Coming into Meijiawu after the hike, the village felt much busier, with small inns, outdoor eateries, and tea processing workshops.
Compared with Longjing, the 600+ year old Meijiawu is more popular and touristy, mainly due to a number of visits from former premier Zhou Enlai.
It’s here that the dedicated tea processors perform the “8 Hand Movements” with bare hands: grasp, toss, shake, pile, throw, buckle, press, and grind. A dying profession replaced by tea frying machines, which are now more common in tea villages.

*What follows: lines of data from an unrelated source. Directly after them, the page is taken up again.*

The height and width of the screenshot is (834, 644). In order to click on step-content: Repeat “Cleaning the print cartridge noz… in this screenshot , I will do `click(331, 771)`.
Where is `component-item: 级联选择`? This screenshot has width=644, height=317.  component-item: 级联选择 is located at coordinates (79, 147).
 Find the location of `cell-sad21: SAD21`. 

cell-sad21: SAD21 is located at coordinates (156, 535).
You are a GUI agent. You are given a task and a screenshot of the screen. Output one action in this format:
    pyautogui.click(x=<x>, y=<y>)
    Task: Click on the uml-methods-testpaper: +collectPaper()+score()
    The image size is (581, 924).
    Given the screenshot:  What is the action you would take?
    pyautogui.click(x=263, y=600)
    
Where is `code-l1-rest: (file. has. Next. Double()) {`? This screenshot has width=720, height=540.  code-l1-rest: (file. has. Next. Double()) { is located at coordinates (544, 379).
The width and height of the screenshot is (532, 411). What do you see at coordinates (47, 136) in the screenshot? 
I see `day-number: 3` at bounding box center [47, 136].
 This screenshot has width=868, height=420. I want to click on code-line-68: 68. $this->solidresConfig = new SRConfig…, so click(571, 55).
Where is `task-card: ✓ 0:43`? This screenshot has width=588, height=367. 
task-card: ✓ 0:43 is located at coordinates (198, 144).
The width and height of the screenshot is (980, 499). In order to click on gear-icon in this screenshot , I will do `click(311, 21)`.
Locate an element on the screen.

A local farmer invited me to rest in his courtyard. Wary of being sold something, I kept my distance until he lit up a cigarette and started just chatting. He admired the bustling city life and liked to wander around at the big supermarkets in summer. “Isn’t that nice?” he asked me. “I grew up in the mountains and they are very boring. Other than clean air we don’t have anything here. We have a lot of pressure just to live comfortably.”

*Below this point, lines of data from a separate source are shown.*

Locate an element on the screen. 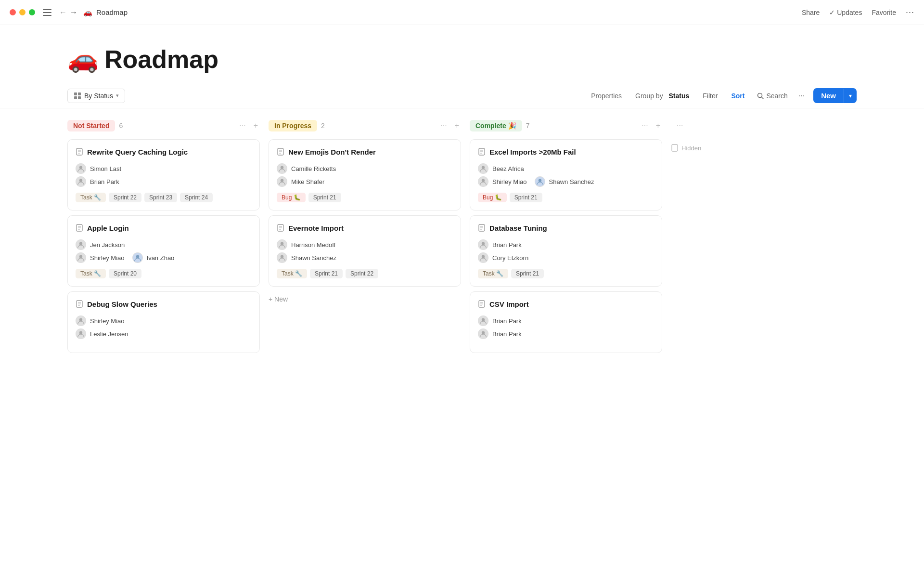 This screenshot has width=924, height=578. back-arrow: ← is located at coordinates (63, 13).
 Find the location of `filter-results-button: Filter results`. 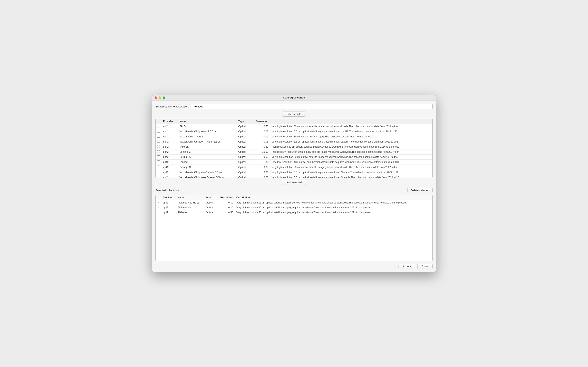

filter-results-button: Filter results is located at coordinates (294, 114).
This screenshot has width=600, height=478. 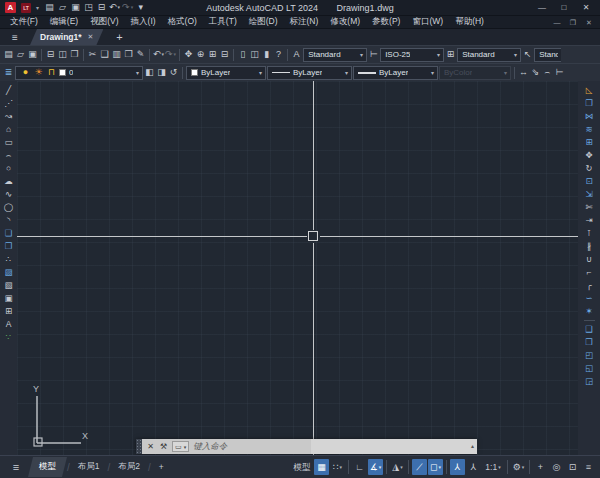 I want to click on circle-icon: ○, so click(x=8, y=168).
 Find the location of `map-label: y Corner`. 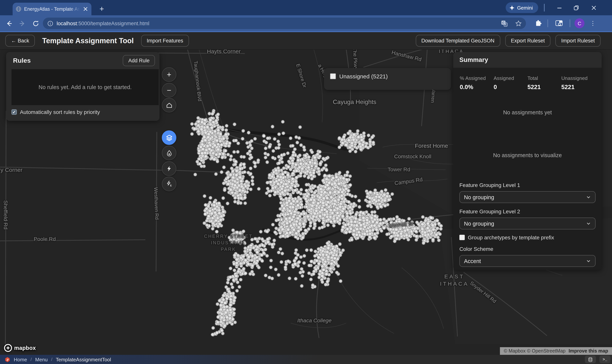

map-label: y Corner is located at coordinates (11, 170).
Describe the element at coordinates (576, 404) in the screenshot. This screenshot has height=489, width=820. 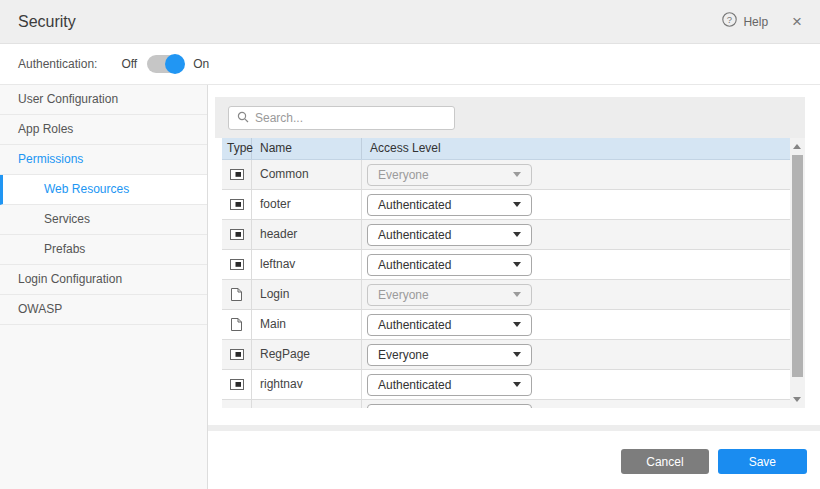
I see `access-cell` at that location.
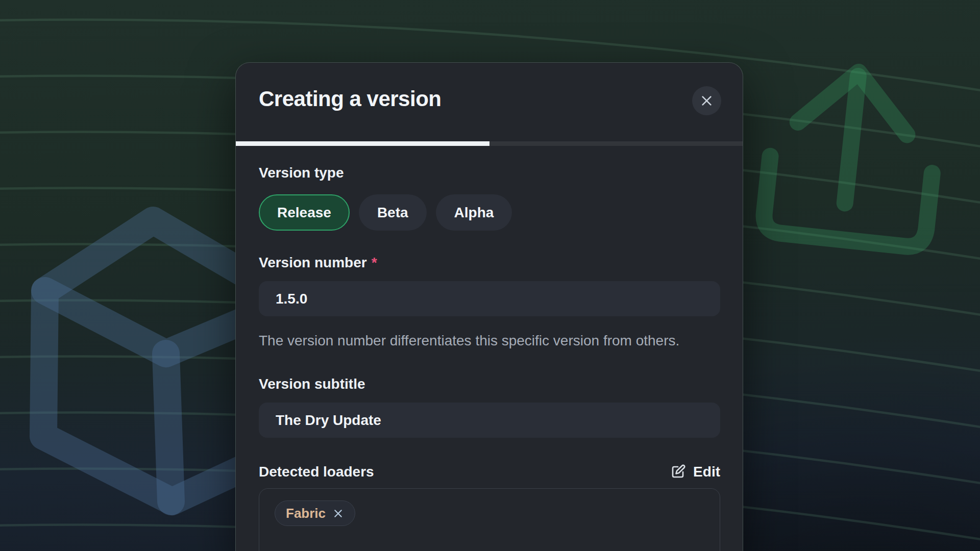 The image size is (980, 551). Describe the element at coordinates (489, 172) in the screenshot. I see `version-type-label: Version type` at that location.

And then he encouraged me to go ahead and fetch some cold Longjing tea he offered for free to any passerby of the courtyard. It barely has a hint of the Longjing aroma, but I carried it with me to the hotel. It felt wrong to throw it away.
The China National Tea Museum (中国茶叶博物馆)
The China National Tea Museum is a stroll away from Longjing on Wenjiashan mountain, and opened this, its second branch, in 2015. It is more like a large park than a museum and is free to the public.
The museum focuses on world tea culture and Chinese tea brands. It looks commercial but is actually quite tranquil, with lots of ornamental plants, a few tea houses and showrooms.
From here, I took a bus to the Shuangfeng branch, which opened in 1991, where I had a look at the tea history, teaware artifacts, and various types of tea leaves and tea cakes. Both branches have English descriptions.
Where to Dine
There are family-owned restaurants in Longjing Village, but most of them don’t open until noon. There are plenty of restaurants in Meijiawu, as well. I chose Xiangfuming (香芙茗), a big and casual restaurant that does farmhouse dishes and Hangzhou-style cooking. A glass of tea here, like most places, is 30rmb.
Green Tea (绿茶) is a wanghong chain restaurant near the China National Tea Museum’s Shuangfeng branch. It has a 4.5/5 ranking on Dianping after more than 10,000 reviews; the line didn’t die down until about 2pm.
The entire restaurant is built on the water, with a few boats floating between the pavilions where customers can take selfies and pretend they traveled back in time.
The food is quite typical Zhejiang cuisine with some creative twists, on pretty tableware. Prices are relatively low.
How to Get There
From Shanghai, take a high-speed train from the Hongqiao Railway Station to Hangzhou (about 50 minutes). From there, Longjing Village is about an hour’s drive. Take a Didi. There are a few buses to the village, but all need to transfer at least twice and take over 90 minutes from the train stations.
The China National Tea Museum can be accessed by Bus 27 and 87 (at China National Tea Museum stop and Shuangfeng Stop). Hangzhou is Alipay’s homebase, so it’s natural that the traffic cards for metro and bus can be easily accessed via the Alipay app. The bus signs in the Longjing area are all in Chinese.
Accommodations
Lushmon is the closest hotel to Shifeng mountain and they accept foreign passports. The rooms are built in front of a tea plantation and have nice patios, though cost 1,000+ rmb per night during high season (tea is free though!). The staff is super friendly and never once tried to sell me anything (they have tea, alcoholic drinks, and teawares on the shelves). And their adorable puppies made the stay so much more delightful.
A few inns and b&bs within 1,000 meters from the Shifeng mountain offer rooms at lower prices than Lushmon, but keep in mind the high season is late March to late April, when the tea is picked. Check Trip.com for options.